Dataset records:
§
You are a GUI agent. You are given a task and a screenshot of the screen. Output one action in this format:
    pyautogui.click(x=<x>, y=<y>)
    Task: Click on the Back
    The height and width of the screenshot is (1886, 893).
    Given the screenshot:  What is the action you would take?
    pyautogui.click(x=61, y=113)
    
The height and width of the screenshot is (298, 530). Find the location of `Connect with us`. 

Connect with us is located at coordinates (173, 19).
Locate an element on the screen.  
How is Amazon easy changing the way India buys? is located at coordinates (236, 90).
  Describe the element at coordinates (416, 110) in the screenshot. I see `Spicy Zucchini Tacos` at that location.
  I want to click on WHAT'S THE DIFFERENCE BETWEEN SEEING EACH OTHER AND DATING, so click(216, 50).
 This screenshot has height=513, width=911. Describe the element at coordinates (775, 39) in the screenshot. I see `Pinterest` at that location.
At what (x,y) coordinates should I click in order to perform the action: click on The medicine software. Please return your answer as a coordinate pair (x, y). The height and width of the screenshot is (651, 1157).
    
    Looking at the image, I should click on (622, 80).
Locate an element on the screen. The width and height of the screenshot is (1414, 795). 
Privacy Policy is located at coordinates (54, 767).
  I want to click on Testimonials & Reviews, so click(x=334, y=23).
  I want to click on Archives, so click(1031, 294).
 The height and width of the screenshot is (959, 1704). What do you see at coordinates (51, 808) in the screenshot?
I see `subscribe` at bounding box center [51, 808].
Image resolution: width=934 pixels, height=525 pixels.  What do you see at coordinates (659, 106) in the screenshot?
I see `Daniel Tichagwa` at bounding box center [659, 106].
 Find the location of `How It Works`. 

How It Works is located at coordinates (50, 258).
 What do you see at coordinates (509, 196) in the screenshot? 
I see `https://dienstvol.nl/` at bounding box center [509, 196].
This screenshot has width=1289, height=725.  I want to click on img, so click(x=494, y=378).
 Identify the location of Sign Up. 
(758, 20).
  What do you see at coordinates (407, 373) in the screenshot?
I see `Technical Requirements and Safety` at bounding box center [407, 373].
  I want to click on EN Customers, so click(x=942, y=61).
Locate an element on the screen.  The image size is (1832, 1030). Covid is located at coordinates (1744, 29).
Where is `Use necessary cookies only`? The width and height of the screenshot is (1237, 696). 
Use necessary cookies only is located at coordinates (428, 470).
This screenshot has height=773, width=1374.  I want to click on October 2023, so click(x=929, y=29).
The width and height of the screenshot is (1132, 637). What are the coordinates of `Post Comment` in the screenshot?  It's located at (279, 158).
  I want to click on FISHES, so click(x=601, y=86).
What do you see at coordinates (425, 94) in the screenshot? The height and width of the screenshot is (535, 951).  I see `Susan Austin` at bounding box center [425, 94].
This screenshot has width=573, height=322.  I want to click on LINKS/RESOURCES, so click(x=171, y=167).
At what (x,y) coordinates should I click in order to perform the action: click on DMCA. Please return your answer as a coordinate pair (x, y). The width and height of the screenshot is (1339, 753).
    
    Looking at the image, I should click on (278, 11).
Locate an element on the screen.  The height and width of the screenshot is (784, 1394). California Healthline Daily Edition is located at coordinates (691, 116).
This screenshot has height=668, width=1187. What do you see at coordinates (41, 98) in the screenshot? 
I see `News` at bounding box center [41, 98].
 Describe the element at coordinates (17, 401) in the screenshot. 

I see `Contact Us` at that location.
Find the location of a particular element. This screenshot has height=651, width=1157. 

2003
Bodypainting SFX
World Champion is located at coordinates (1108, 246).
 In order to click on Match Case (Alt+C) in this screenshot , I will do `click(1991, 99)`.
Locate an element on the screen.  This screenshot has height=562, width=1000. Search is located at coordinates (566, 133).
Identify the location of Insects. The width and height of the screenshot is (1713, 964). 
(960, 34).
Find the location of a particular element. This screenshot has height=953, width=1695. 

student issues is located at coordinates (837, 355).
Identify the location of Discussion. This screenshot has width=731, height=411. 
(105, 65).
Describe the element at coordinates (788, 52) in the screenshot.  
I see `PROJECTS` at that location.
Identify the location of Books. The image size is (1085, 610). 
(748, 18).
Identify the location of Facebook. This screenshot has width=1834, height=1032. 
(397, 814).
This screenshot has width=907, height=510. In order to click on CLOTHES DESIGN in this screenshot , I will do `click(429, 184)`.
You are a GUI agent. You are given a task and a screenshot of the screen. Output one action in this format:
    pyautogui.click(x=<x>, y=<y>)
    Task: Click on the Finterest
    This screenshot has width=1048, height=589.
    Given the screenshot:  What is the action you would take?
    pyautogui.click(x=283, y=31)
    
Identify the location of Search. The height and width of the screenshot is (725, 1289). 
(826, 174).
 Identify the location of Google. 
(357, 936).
§
■ **What needs to be done**: Please repeat the lines above exactly, beginning with the line that contains "Describe the element at coordinates (788, 52)" and ending with the final one.

■ **Answer to this problem**:
Describe the element at coordinates (788, 52) in the screenshot.  
I see `PROJECTS` at that location.
Identify the location of Books. The image size is (1085, 610). 
(748, 18).
Identify the location of Facebook. This screenshot has width=1834, height=1032. 
(397, 814).
This screenshot has width=907, height=510. In order to click on CLOTHES DESIGN in this screenshot , I will do `click(429, 184)`.
You are a GUI agent. You are given a task and a screenshot of the screen. Output one action in this format:
    pyautogui.click(x=<x>, y=<y>)
    Task: Click on the Finterest
    This screenshot has width=1048, height=589.
    Given the screenshot:  What is the action you would take?
    pyautogui.click(x=283, y=31)
    
Identify the location of Search. The height and width of the screenshot is (725, 1289). 
(826, 174).
 Identify the location of Google. 
(357, 936).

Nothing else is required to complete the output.